Sancho, overjoyed with this gracious answer, returned to his master, to whom he repeated all that the great lady had said to him; praising to the skies, in his clownish phrase, her great beauty and courteous nature.

Don Quixote, pleased with this good beginning, seated himself handsomely in the saddle, fixed his toes in his stirrups, set the beaver of his helmet as he thought best became his face, roused up Rozinante's mettle, and with a graceful assurance moved forwards to kiss the duchess's hand. As soon as Sancho went from her, she sent for the duke, her husband, and gave him an account of Don Quixote's embassy. Thereupon they both attended his coming with a pleasant impatience; for, having read the first part of his history, they were no less desirous to be acquainted with his person; and resolved, as long as he staid with them, to give him his own way, and humour him in all things, treating him still with all the forms essential to the entertainment of a knighterrant; which they were the better able to do, having been much conversant with books of that kind.

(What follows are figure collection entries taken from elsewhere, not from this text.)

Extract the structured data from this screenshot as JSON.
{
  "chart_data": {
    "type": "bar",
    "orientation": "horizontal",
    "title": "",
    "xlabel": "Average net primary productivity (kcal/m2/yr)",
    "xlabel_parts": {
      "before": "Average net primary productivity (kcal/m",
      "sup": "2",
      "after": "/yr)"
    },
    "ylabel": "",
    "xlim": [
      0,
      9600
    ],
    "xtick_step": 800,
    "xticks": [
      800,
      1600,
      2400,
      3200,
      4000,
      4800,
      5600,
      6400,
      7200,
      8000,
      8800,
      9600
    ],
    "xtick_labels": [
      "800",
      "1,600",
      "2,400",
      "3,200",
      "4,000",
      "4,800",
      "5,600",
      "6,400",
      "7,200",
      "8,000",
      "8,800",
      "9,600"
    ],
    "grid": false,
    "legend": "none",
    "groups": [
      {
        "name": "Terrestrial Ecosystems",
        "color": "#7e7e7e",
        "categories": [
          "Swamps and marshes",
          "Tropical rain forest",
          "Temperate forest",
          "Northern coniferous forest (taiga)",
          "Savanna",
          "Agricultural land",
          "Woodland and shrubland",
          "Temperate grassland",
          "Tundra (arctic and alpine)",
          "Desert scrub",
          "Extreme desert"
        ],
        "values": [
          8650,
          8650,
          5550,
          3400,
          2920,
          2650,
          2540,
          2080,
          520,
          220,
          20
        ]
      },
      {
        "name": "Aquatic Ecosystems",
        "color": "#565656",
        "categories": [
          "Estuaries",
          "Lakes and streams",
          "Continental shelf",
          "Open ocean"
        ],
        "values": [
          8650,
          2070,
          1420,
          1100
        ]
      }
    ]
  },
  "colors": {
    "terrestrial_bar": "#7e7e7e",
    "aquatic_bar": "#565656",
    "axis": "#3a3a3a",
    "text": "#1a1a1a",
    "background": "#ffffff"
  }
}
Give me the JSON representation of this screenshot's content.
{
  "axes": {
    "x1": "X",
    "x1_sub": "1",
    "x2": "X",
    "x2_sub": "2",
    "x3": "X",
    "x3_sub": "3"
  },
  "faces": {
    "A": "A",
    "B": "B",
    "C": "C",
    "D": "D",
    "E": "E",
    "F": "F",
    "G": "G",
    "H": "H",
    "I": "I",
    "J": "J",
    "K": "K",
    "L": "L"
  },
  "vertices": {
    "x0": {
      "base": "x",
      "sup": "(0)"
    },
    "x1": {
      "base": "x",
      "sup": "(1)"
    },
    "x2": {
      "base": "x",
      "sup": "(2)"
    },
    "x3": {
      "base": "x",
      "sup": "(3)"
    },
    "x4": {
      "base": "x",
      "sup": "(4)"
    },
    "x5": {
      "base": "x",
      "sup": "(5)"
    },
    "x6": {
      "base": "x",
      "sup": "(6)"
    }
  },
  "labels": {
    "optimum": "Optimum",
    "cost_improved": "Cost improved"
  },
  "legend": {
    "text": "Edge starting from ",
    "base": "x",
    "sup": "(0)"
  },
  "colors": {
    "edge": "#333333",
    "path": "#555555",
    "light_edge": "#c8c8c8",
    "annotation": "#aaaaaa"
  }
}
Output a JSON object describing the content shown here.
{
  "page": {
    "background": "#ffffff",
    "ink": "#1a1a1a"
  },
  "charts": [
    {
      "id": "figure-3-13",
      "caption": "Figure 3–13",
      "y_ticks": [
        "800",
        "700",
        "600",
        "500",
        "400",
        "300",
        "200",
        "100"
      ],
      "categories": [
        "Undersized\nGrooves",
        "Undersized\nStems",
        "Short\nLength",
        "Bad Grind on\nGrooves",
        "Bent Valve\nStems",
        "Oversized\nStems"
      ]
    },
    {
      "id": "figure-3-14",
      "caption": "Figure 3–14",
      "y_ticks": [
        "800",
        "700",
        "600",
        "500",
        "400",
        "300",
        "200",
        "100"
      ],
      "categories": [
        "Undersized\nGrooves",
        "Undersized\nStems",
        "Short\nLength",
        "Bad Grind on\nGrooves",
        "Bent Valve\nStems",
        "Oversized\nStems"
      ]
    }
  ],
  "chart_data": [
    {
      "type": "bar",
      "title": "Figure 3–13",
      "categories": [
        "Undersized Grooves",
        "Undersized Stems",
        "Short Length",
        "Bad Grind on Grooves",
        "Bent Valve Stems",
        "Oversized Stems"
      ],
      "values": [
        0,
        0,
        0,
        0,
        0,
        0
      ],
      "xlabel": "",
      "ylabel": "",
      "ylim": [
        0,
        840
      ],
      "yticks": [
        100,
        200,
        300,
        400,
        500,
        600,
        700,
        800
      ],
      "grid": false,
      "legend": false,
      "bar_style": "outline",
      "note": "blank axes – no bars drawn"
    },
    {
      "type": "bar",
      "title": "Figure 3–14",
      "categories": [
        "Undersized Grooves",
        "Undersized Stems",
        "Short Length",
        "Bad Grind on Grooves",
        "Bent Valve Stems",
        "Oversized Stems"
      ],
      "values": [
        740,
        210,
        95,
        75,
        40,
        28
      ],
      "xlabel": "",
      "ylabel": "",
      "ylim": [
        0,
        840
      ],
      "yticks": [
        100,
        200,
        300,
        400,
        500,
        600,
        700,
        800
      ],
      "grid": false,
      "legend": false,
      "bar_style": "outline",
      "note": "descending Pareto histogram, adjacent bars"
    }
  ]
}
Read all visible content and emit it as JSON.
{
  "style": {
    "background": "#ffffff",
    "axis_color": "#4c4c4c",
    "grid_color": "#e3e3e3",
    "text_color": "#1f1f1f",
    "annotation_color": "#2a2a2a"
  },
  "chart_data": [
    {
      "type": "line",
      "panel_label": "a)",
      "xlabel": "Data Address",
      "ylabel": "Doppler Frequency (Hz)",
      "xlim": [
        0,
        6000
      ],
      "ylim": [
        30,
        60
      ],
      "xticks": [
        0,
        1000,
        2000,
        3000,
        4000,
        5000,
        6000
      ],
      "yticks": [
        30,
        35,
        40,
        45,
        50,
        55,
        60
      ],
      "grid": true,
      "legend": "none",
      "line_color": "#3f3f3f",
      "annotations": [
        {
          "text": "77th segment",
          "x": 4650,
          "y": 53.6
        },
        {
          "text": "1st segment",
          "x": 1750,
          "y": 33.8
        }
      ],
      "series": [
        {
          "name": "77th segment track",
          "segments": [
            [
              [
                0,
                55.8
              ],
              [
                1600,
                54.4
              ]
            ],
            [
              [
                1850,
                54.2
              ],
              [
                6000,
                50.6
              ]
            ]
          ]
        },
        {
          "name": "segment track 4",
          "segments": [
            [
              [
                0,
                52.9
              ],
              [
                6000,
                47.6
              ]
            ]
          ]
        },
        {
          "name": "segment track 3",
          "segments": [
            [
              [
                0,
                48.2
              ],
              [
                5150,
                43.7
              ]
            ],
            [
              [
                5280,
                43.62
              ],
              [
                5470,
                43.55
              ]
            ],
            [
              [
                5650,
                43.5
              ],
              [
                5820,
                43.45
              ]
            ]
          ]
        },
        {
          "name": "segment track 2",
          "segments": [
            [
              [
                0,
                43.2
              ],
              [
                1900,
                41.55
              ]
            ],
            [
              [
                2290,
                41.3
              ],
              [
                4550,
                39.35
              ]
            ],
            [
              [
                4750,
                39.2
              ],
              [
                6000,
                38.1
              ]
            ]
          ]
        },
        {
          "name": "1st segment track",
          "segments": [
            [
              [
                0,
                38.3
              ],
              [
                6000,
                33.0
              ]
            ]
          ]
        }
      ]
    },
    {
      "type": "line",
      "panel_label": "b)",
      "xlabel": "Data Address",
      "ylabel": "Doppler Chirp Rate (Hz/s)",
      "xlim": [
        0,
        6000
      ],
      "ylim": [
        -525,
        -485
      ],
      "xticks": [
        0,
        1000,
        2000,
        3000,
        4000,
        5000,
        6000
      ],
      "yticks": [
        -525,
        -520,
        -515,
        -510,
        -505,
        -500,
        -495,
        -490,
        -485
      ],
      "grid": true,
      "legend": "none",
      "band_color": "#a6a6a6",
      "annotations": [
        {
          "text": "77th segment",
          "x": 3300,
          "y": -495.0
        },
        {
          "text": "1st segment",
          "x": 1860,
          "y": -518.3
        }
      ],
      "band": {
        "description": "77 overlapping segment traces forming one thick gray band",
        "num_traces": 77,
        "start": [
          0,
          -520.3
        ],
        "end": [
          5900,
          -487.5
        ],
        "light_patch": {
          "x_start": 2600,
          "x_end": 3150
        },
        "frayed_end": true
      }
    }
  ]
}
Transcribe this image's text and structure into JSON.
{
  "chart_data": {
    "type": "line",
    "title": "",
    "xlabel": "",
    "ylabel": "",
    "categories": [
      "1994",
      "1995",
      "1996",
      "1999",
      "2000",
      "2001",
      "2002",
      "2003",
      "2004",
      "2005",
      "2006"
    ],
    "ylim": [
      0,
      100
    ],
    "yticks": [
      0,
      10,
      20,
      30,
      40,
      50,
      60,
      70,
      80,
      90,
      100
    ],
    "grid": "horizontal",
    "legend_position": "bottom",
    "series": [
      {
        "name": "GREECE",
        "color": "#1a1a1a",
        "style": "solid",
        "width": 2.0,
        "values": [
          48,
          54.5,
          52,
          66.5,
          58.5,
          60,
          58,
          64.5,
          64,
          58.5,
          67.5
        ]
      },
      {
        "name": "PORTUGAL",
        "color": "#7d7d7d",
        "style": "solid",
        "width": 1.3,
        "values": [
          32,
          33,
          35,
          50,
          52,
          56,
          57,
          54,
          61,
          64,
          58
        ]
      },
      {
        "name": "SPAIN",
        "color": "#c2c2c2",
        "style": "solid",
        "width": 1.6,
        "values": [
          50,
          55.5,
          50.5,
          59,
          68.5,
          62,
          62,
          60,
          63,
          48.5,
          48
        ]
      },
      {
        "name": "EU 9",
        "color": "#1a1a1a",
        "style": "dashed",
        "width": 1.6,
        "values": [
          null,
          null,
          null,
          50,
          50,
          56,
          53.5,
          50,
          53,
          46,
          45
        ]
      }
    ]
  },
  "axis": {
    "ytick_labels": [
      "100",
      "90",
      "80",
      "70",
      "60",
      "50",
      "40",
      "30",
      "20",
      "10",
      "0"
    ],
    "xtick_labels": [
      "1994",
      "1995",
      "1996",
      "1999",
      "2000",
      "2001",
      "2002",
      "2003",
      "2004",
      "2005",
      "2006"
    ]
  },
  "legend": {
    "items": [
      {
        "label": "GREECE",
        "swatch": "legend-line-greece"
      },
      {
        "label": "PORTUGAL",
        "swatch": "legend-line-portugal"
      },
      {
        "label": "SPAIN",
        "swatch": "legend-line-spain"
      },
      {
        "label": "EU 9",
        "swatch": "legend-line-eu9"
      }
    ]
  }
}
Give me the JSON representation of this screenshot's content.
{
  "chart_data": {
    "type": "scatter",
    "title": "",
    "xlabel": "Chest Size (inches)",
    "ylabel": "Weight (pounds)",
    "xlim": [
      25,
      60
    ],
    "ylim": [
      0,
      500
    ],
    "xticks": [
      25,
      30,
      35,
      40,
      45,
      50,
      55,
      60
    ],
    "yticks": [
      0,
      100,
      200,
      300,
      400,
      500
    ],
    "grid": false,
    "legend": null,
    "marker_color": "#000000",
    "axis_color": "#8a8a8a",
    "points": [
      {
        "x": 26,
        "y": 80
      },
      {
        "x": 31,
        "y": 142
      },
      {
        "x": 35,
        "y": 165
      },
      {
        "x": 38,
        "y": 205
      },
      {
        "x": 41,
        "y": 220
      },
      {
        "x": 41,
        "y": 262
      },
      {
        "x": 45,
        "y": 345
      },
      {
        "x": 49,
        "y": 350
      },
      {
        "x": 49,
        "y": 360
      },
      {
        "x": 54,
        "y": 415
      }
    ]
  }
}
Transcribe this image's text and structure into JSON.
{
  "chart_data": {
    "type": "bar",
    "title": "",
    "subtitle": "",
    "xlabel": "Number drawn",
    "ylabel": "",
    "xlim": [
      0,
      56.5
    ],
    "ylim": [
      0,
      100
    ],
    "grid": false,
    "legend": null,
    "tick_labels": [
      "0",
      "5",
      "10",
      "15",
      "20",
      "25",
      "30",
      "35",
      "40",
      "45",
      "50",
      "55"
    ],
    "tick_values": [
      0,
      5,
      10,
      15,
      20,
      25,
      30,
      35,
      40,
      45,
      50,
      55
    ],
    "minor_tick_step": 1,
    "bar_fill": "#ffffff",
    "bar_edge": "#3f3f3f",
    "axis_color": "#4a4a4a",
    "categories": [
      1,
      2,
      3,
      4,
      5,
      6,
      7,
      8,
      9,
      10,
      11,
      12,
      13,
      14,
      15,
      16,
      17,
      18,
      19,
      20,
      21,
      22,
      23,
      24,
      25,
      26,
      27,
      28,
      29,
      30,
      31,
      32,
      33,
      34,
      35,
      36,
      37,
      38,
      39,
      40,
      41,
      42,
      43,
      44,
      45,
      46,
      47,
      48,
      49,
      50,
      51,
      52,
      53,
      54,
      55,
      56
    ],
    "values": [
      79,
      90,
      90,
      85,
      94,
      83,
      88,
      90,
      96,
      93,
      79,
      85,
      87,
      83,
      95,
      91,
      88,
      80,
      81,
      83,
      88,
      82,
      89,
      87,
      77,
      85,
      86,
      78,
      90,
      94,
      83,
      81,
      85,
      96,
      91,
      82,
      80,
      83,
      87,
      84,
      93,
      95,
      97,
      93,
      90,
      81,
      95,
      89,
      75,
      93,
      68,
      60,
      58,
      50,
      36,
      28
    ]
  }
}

And now Don Quixote drew nigh with his vizor up; and Sancho, seeing him offer to alight, made all the haste he could to be ready to hold his stirrup: But as ill-luck would have it, as he was throwing his leg over his pack-saddle to get off, he entangled his foot so strangely in the rope that served him instead of a stirrup, that not being able to get it out, he hung by the heel with his nose to the ground.